After the Black Death its popularity increased and it set the fashion for all other trades in religious and monumental sculpture. The chief centre of the alabaster trade in Europe was Nottingham and from there tombs and retables were exported in great numbers to all parts of the Continent. An enormous number of figures and panels grouped in wooden frames to form retables are to be found all over Europe, as far away as Iceland and southern Italy, and it is only comparatively recently that their English origin has been traced.

No alabaster retable remains in its original position in England, but fine complete specimens in their original settings survive in France, Germany and Italy; one of the best is at Yssac-la-Tourette in France. For these retables the panels were grouped in sets of suitable subjects. Thus the Annunciation, Nativity, Magi, Circumcision and Coronation of the Virgin with a central panel of the Assumption would make one set, while a central panel of the Crucifixion would be flanked by scenes of the Passion and the Resurrection to constitute another set.
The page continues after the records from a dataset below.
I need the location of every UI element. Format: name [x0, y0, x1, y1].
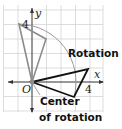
y-axis-down-arrow-icon	[30, 108, 34, 113]
y-tick-4-label: 4	[22, 18, 29, 31]
origin-label: O	[22, 83, 31, 96]
x-tick-4-label: 4	[85, 83, 92, 96]
y-axis-label: y	[34, 7, 42, 20]
rotation-diagram: y x O 4 4 Rotation Center of rotation	[0, 0, 122, 129]
x-axis-left-arrow-icon	[8, 80, 13, 84]
x-axis-label: x	[94, 68, 101, 81]
y-axis-up-arrow-icon	[30, 8, 34, 13]
image-triangle	[32, 69, 88, 97]
center-pointer-line	[33, 84, 40, 95]
rotation-label: Rotation	[68, 47, 119, 59]
center-label-line2: of rotation	[39, 111, 102, 123]
center-label-line1: Center	[40, 95, 80, 107]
These were the two commonest scenes.

Retables dating from after the close of the 14th century are coarser in handling and mannered in treatment; and in the latest examples, dating from the end of the 15th century, the workmanship is careless. The whole nature of the trade at that time is shown by the record of an action brought in 1491 by Nicholas Hill, an imagemaker, against his salesman for the value of 58 heads of St John the Baptist.